Moving Kinship is a transdisciplinary project that takes place in UK and international participatory ecologies hubs located in arts centres, museums, hospitals and grass roots organisations. Created by Beatrice Allegranti in 2016, the project involves making bespoke and trauma-informed live and digital performances with and for audiences as a way of engaging ethically with the many complex and intersecting challenges we are confronted with in our troubled world. Working  across forms (choreographic, film, conversational, illustration, writing, capoeira, music), the aim of the bespoke hubs is to activate modes of collaboration, collectivity and nurture cultures of multiple belongings and care. The hubs give rise to micro-performances as well as full scale artistic works. To date, Beatrice and her team have worked intergenerationally with families affected by rare early onset dementia, youth environmental activists, LGBTQI+ communities and activists, as well as artists and scientists in the UK, Norway, the Netherlands and Japan.

 

Supported by Arts Council England, Surrey Arts/Dance 21 and Public Health, the participatory project is led by Beatrice Allegranti Company and in partnership with public and grass roots organisations across the arts, health and science sectors and academic partners.

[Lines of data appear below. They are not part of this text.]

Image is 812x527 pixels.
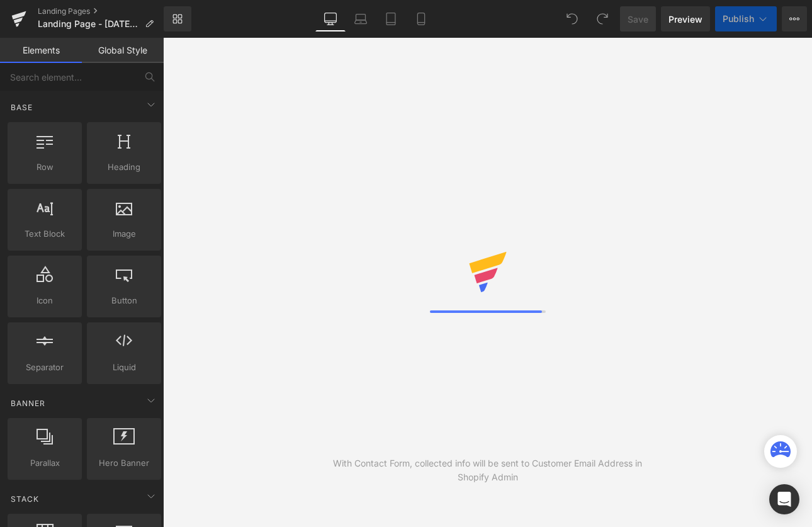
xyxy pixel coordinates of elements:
[668,13,702,26] span: Preview
[91,456,157,470] span: Hero Banner
[723,14,754,24] span: Publish
[10,397,47,409] span: Banner
[406,6,436,32] a: Mobile
[769,484,799,514] div: Open Intercom Messenger
[376,6,406,32] a: Tablet
[11,361,78,374] span: Separator
[91,361,157,374] span: Liquid
[164,6,192,32] a: New Library
[38,6,164,17] a: Landing Pages
[11,227,78,241] span: Text Block
[11,161,78,174] span: Row
[346,6,376,32] a: Laptop
[315,6,346,32] a: Desktop
[326,456,650,484] div: With Contact Form, collected info will be sent to Customer Email Address in Shopify Admin
[38,19,140,29] span: Landing Page - [DATE] 16:01:01
[11,294,78,307] span: Icon
[782,6,807,32] button: More
[590,6,615,32] button: Redo
[91,161,157,174] span: Heading
[628,13,648,26] span: Save
[661,6,710,32] a: Preview
[11,456,78,470] span: Parallax
[91,227,157,241] span: Image
[10,101,34,114] span: Base
[715,6,777,32] button: Publish
[10,493,41,505] span: Stack
[559,6,585,32] button: Undo
[91,294,157,307] span: Button
[82,38,164,63] a: Global Style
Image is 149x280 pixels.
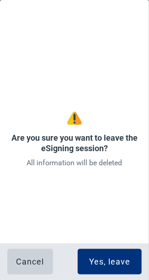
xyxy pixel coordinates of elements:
div: All information will be deleted [7,157,141,169]
button: Cancel [7,249,53,275]
h2: Are you sure you want to leave the eSigning session? [7,133,141,154]
img: Warning [67,111,82,126]
div: Yes, leave [89,258,130,267]
button: Yes, leave [78,249,141,275]
div: Cancel [16,258,44,267]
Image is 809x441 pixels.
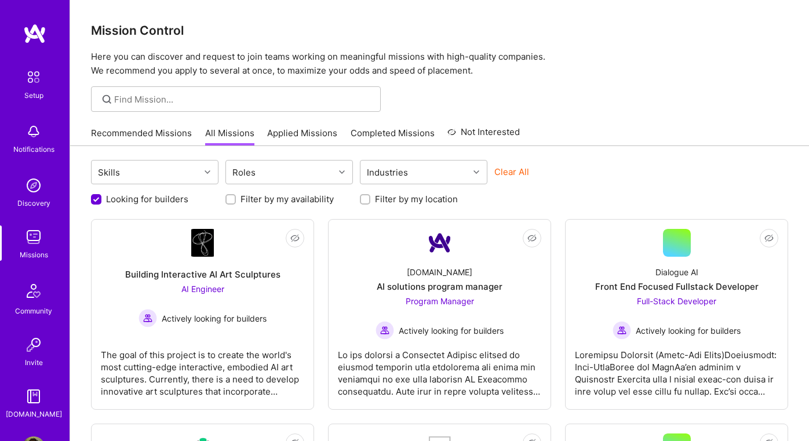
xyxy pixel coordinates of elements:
div: Front End Focused Fullstack Developer [595,280,759,293]
img: Community [20,277,48,305]
div: Industries [364,164,411,181]
div: [DOMAIN_NAME] [407,266,472,278]
div: Community [15,305,52,317]
i: icon EyeClosed [527,234,537,243]
a: Company LogoBuilding Interactive AI Art SculpturesAI Engineer Actively looking for buildersActive... [101,229,304,400]
img: Actively looking for builders [613,321,631,340]
a: Company Logo[DOMAIN_NAME]AI solutions program managerProgram Manager Actively looking for builder... [338,229,541,400]
div: AI solutions program manager [377,280,502,293]
div: Lo ips dolorsi a Consectet Adipisc elitsed do eiusmod temporin utla etdolorema ali enima min veni... [338,340,541,398]
img: guide book [22,385,45,408]
a: Completed Missions [351,127,435,146]
img: Actively looking for builders [139,309,157,327]
span: AI Engineer [181,284,224,294]
div: Discovery [17,197,50,209]
div: Missions [20,249,48,261]
label: Filter by my availability [240,193,334,205]
img: Actively looking for builders [376,321,394,340]
span: Full-Stack Developer [637,296,716,306]
i: icon Chevron [473,169,479,175]
i: icon Chevron [339,169,345,175]
input: Find Mission... [114,93,372,105]
span: Actively looking for builders [162,312,267,325]
img: Company Logo [426,229,454,257]
img: discovery [22,174,45,197]
div: Notifications [13,143,54,155]
i: icon EyeClosed [764,234,774,243]
a: Applied Missions [267,127,337,146]
div: The goal of this project is to create the world's most cutting-edge interactive, embodied AI art ... [101,340,304,398]
img: Invite [22,333,45,356]
h3: Mission Control [91,23,788,38]
div: Skills [95,164,123,181]
p: Here you can discover and request to join teams working on meaningful missions with high-quality ... [91,50,788,78]
div: Roles [229,164,258,181]
a: Recommended Missions [91,127,192,146]
i: icon EyeClosed [290,234,300,243]
img: bell [22,120,45,143]
img: Company Logo [191,229,214,257]
div: Invite [25,356,43,369]
label: Filter by my location [375,193,458,205]
img: logo [23,23,46,44]
div: Dialogue AI [655,266,698,278]
span: Actively looking for builders [399,325,504,337]
a: Dialogue AIFront End Focused Fullstack DeveloperFull-Stack Developer Actively looking for builder... [575,229,778,400]
div: Setup [24,89,43,101]
img: teamwork [22,225,45,249]
button: Clear All [494,166,529,178]
img: setup [21,65,46,89]
span: Program Manager [406,296,474,306]
div: Building Interactive AI Art Sculptures [125,268,280,280]
i: icon SearchGrey [100,93,114,106]
a: Not Interested [447,125,520,146]
div: [DOMAIN_NAME] [6,408,62,420]
i: icon Chevron [205,169,210,175]
a: All Missions [205,127,254,146]
span: Actively looking for builders [636,325,741,337]
div: Loremipsu Dolorsit (Ametc-Adi Elits)Doeiusmodt: Inci-UtlaBoree dol MagnAa’en adminim v Quisnostr ... [575,340,778,398]
label: Looking for builders [106,193,188,205]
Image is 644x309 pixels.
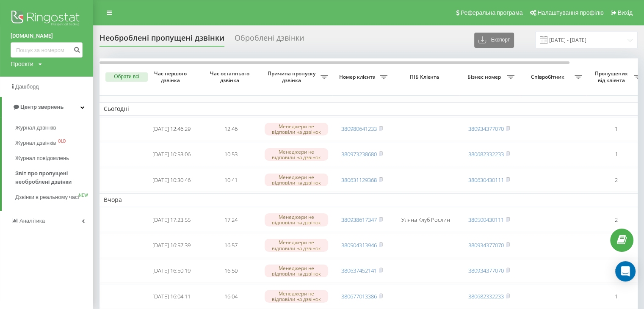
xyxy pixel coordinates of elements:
[15,136,93,151] a: Журнал дзвінківOLD
[100,34,224,47] div: Необроблені пропущені дзвінки
[15,83,39,90] span: Дашборд
[201,168,261,192] td: 10:41
[201,117,261,141] td: 12:46
[15,124,56,132] span: Журнал дзвінків
[468,150,504,158] a: 380682332233
[468,241,504,249] a: 380934377070
[142,285,201,308] td: [DATE] 16:04:11
[15,154,69,162] span: Журнал повідомлень
[341,125,377,132] a: 380980641233
[341,267,377,274] a: 380637452141
[265,70,321,83] span: Причина пропуску дзвінка
[15,166,93,190] a: Звіт про пропущені необроблені дзвінки
[201,208,261,232] td: 17:24
[399,74,452,80] span: ПІБ Клієнта
[11,59,34,68] div: Проекти
[468,216,504,224] a: 380500430111
[15,190,93,205] a: Дзвінки в реальному часіNEW
[265,265,328,277] div: Менеджери не відповіли на дзвінок
[15,139,56,147] span: Журнал дзвінків
[468,292,504,300] a: 380682332233
[341,241,377,249] a: 380504313946
[341,150,377,158] a: 380973238680
[142,168,201,192] td: [DATE] 10:30:46
[142,208,201,232] td: [DATE] 17:23:55
[2,97,93,117] a: Центр звернень
[149,70,194,83] span: Час першого дзвінка
[265,214,328,226] div: Менеджери не відповіли на дзвінок
[15,120,93,136] a: Журнал дзвінків
[265,148,328,161] div: Менеджери не відповіли на дзвінок
[341,292,377,300] a: 380677013386
[341,176,377,184] a: 380631129368
[337,74,380,80] span: Номер клієнта
[590,70,634,83] span: Пропущених від клієнта
[11,8,83,30] img: Ringostat logo
[392,208,459,232] td: Уляна Клуб Рослин
[537,9,603,16] span: Налаштування профілю
[142,143,201,166] td: [DATE] 10:53:06
[468,176,504,184] a: 380630430111
[11,32,83,40] a: [DOMAIN_NAME]
[20,104,64,110] span: Центр звернень
[235,34,304,47] div: Оброблені дзвінки
[19,218,45,224] span: Аналiтика
[208,70,254,83] span: Час останнього дзвінка
[615,261,636,281] div: Open Intercom Messenger
[464,74,507,80] span: Бізнес номер
[142,234,201,257] td: [DATE] 16:57:39
[468,267,504,274] a: 380934377070
[474,33,514,48] button: Експорт
[106,72,148,82] button: Обрати всі
[468,125,504,132] a: 380934377070
[201,285,261,308] td: 16:04
[142,259,201,283] td: [DATE] 16:50:19
[265,123,328,136] div: Менеджери не відповіли на дзвінок
[15,151,93,166] a: Журнал повідомлень
[15,193,79,202] span: Дзвінки в реальному часі
[265,173,328,186] div: Менеджери не відповіли на дзвінок
[201,143,261,166] td: 10:53
[11,42,83,58] input: Пошук за номером
[15,169,89,186] span: Звіт про пропущені необроблені дзвінки
[201,234,261,257] td: 16:57
[618,9,632,16] span: Вихід
[265,239,328,251] div: Менеджери не відповіли на дзвінок
[201,259,261,283] td: 16:50
[341,216,377,224] a: 380938617347
[523,74,575,80] span: Співробітник
[142,117,201,141] td: [DATE] 12:46:29
[461,9,523,16] span: Реферальна програма
[265,290,328,303] div: Менеджери не відповіли на дзвінок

This page documents our Moving Kinship hub in collaboration with LGBTQ+ International Music Study Group and Queer Britain, the UK’s first dedicated LGBTQI+ museum. The hub and the collaborative performance brought together three dance artists and five composers to embody and embed responses of vulnerability, the plurality of One, and the queering of the human and different modes of kinship with the more-than-human.

A short film from our Moving Kinship Hub at Queer Britain can be viewed here.

Read Mat Klotz’s blogpost on their experience of participating in this Moving Kinship hub here.

 

Dancer: Orrow Bell

 

It was wonderful. Beautiful. It was interesting to see the reflection of my own story as a queer person.

Audience member

 

Dancers: Rudzani Moleya & Luke Birch

 

[I] have this incredible pride in being able to be involved in creating something that I don’t feel complete ownership of, but yet have this sort of just have played a part in, and that everybody’s work came together to play a part in something that’s kind of bigger than all the individual pieces.

Participant

 

Dancers: Rudzani Moleya & Orrow Bell

 

I was surprised at how much it reached me on a body level that I can’t quite put into words, but also resonates with my experience living with LGBTQ identity.

Audience member

 

Dancer: Rudzani Moleya

 

[T]here’s something that has come out of this project that I think really explores kinship and relation, not just across the human, but to our environments. When we really think about or listen to the environment, it does kind of displace the human a little bit. Itmoves. We become more.

Participant

 

 

Artistic Direction and Choreography with Dance Artists

Beatrice Allegranti

 

Dance Artists

Orrow Bell

Luke Birch

Rudzani Moleya

 

Sonic Responses

Francesco Venturi (Quietly Vulnerable; Inside our Body)

Tianyu Jiang (Quietly Vulnerable; We are Cold)

Mathew Klotz (Irregular Pulse)

Eleanor Ryan (Quietly Vulnerable; We are Cold)

Dong Zhou (Inside our Body; A Political Gesture of Self-Love)

 

Filming & Edit

Jason Read

 

Illustration Capture

Neil Max Emmanuel

 

Production Support

Sanjini Kedia

 

Funding & partnerships

Arts Council England

LGBTQ Music Study Group

Public Health England

Norwegian University of Science and Technology

Public Health England

University of Cambridge

 

Publications

A forthcoming publication about the work will appear in Beatrice Allegranti’s new book Moving Kinship: A Feminist Transdiciplinary Practice (Routledge 2023).